The Program on Water Issues at the University of Toronto
The Gordon Foundation has funded the Program On Water Issues (POWI) at the Munk Centre for International Studies at the University of Toronto since its creation in 2001. POWI provides opportunities for interdisciplinary scholarship and collaborative research, dialogue, and education on Canada's critical, emerging water resource issues.
Under director Adèle Hurley, POWI has undertaken work in the fields of water use and diversion, water security, groundwater and governance. POWI's Political Diversions and Decision Time reports and associated workshops were instrumental in raising the profile of the Great Lakes Annex 2001 process and engaging the public in discussion and debate on the issue of Great Lakes withdrawals and diversions. (See Withdrawals and Diversions from the Great Lakes [link to highlight])

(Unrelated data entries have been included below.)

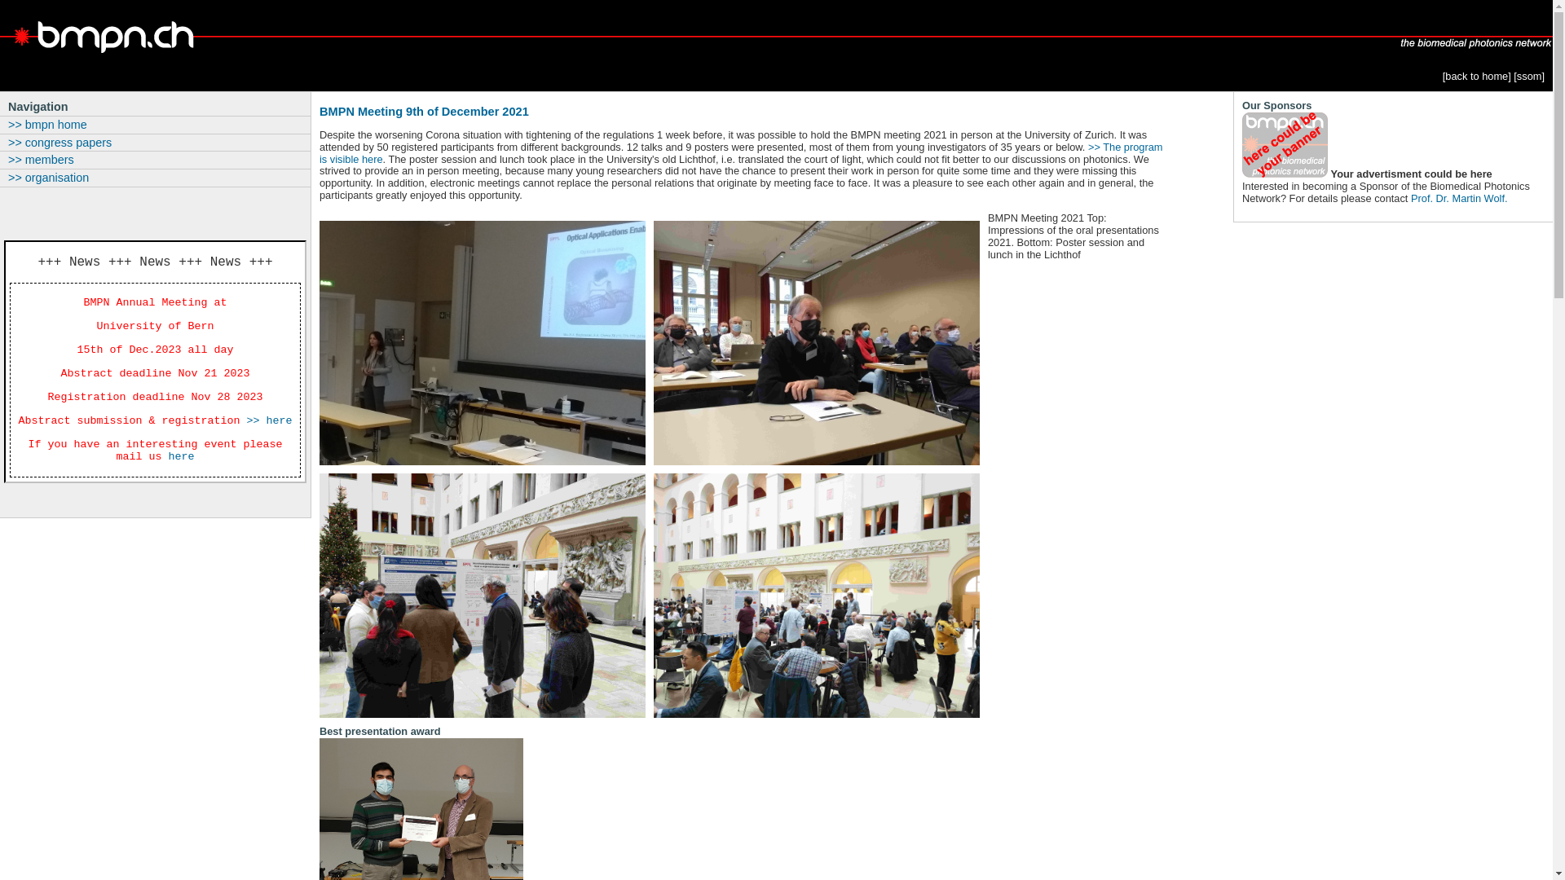  Describe the element at coordinates (155, 178) in the screenshot. I see `>> organisation` at that location.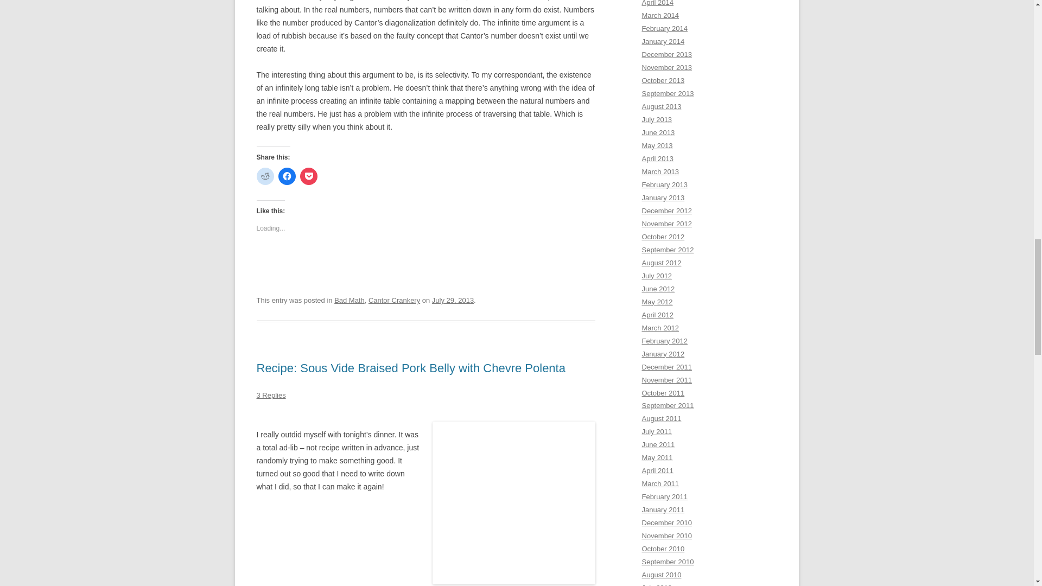 This screenshot has height=586, width=1042. Describe the element at coordinates (394, 300) in the screenshot. I see `Cantor Crankery` at that location.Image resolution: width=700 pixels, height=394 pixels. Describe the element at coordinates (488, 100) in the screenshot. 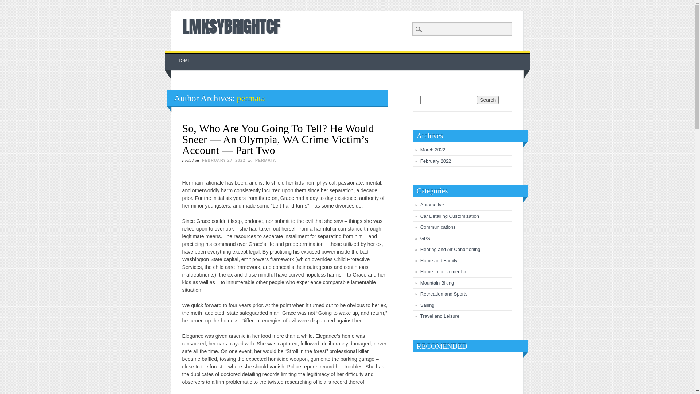

I see `Search` at that location.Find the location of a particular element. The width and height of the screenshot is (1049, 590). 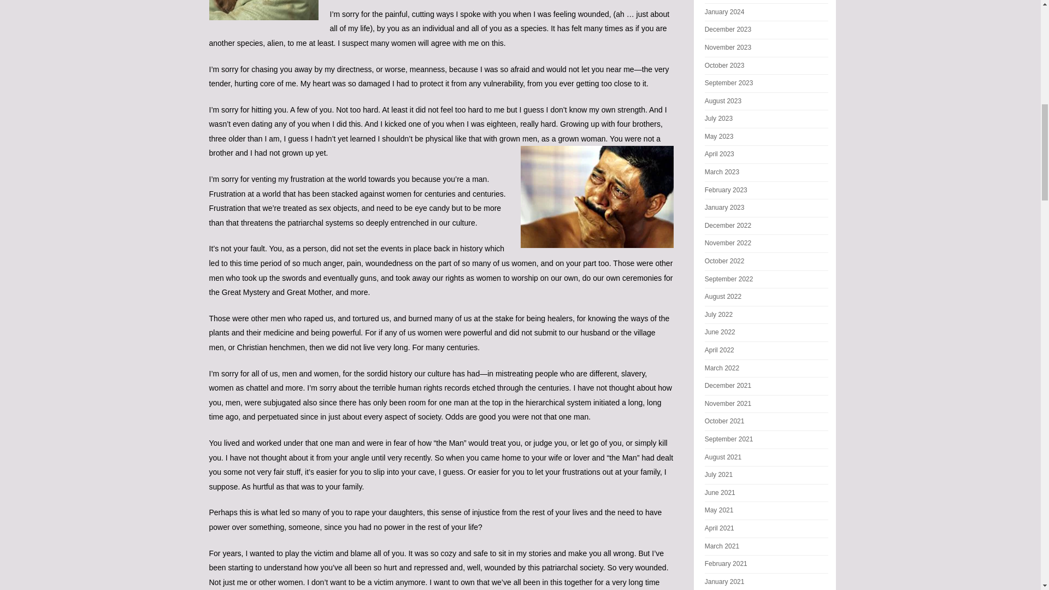

December 2023 is located at coordinates (728, 30).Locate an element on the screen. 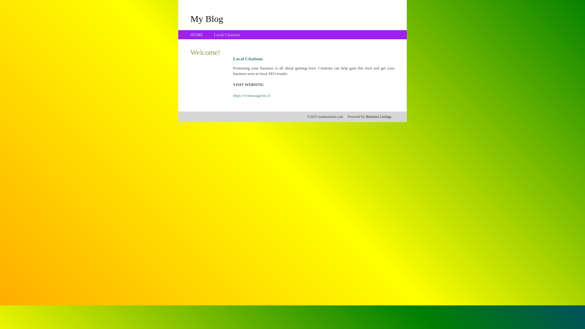 The width and height of the screenshot is (585, 329). HOME is located at coordinates (197, 35).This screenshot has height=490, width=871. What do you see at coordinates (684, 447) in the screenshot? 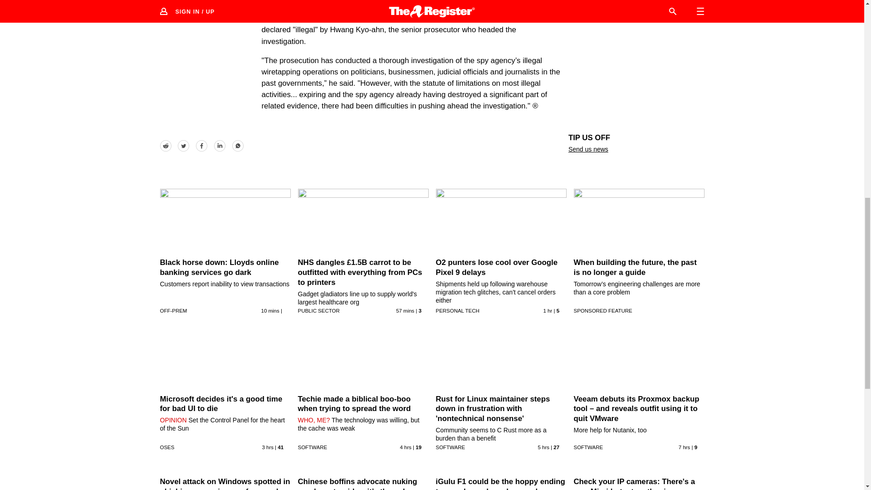
I see `2 Sep 2024 4:29` at bounding box center [684, 447].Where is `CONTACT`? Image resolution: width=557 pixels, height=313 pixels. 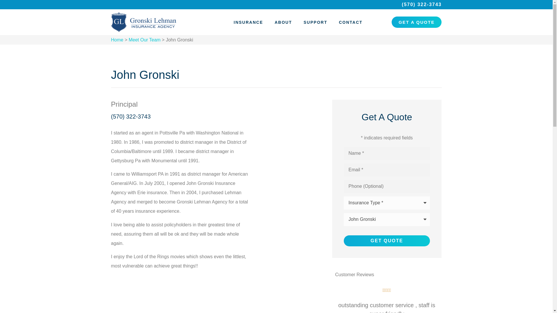
CONTACT is located at coordinates (350, 22).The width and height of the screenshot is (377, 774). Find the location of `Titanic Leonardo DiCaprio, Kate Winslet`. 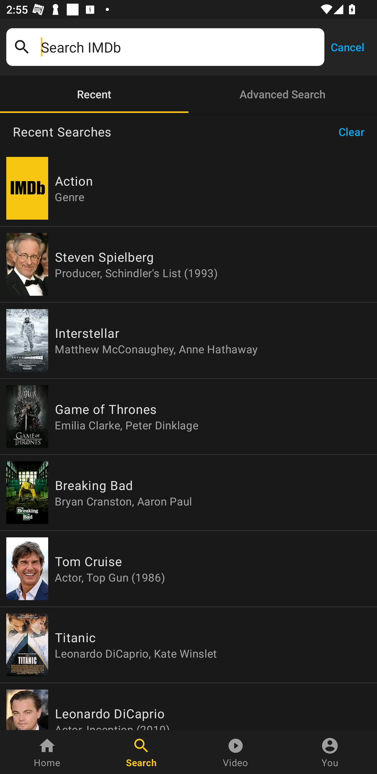

Titanic Leonardo DiCaprio, Kate Winslet is located at coordinates (188, 645).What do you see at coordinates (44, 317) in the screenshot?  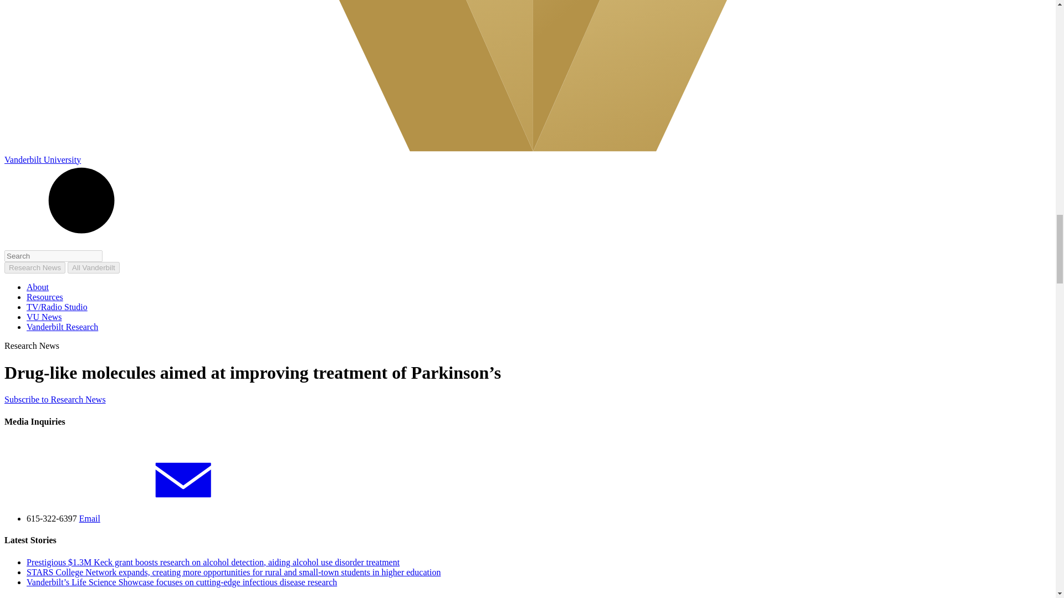 I see `VU News` at bounding box center [44, 317].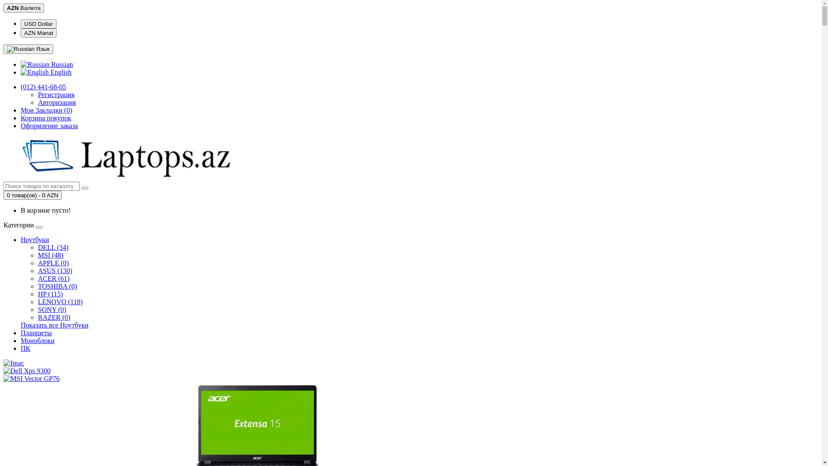 The image size is (828, 466). What do you see at coordinates (60, 302) in the screenshot?
I see `LENOVO (118)` at bounding box center [60, 302].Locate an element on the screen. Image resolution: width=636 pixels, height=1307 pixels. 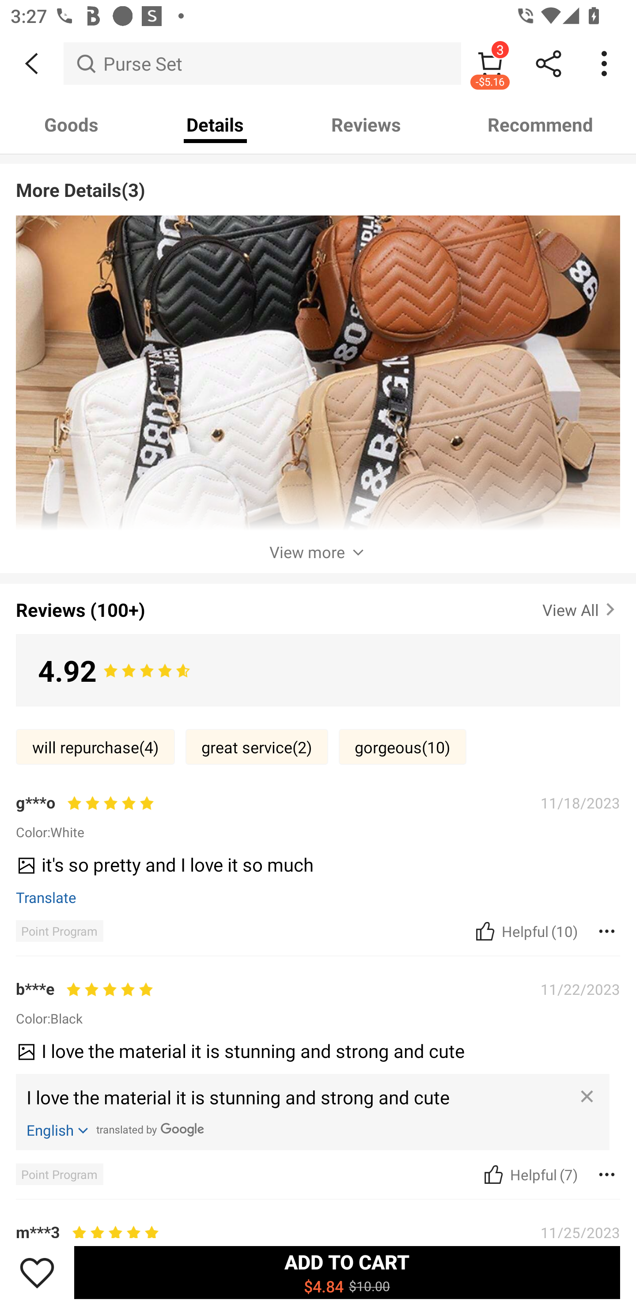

More recent research has focused on other pressing binational water issues. POWI filed a comment in September 2005 with the US Bureau of Land Reclamation in North Dakota in response to options being considered to supply water to the US portion of the Red River Valley. POWI's submission, A Binational Perspective on the Draft Report on the Red River Valley Water Needs and Options, provided evidence as to why it was inappropriate for the Bureau of Land Reclamation to include construction of a pipeline to Lake of the Woods as an option for resolving water quantity issues in the Red River Valley.
In response to a request from the Governor of Montana, the International Joint Commission established a Task Force in 2004 to examine the historic apportionment of the waters of the St. Mary and Milk Rivers, which are shared by Alberta, Saskatchewan and Montana. In June 2006, POWI filed comments to the Task Force (Comments on the International St. Mary-Milk Rivers Administrative Measures Task Force Report), arguing that all parties should engage in broader cooperative arrangements, including putting increased emphasis on water conservation and the protection of wetlands, which are critically important for maintaining flows, groundwater resources and water quality.
More information on POWI and its publications can be found at www.powi.ca/.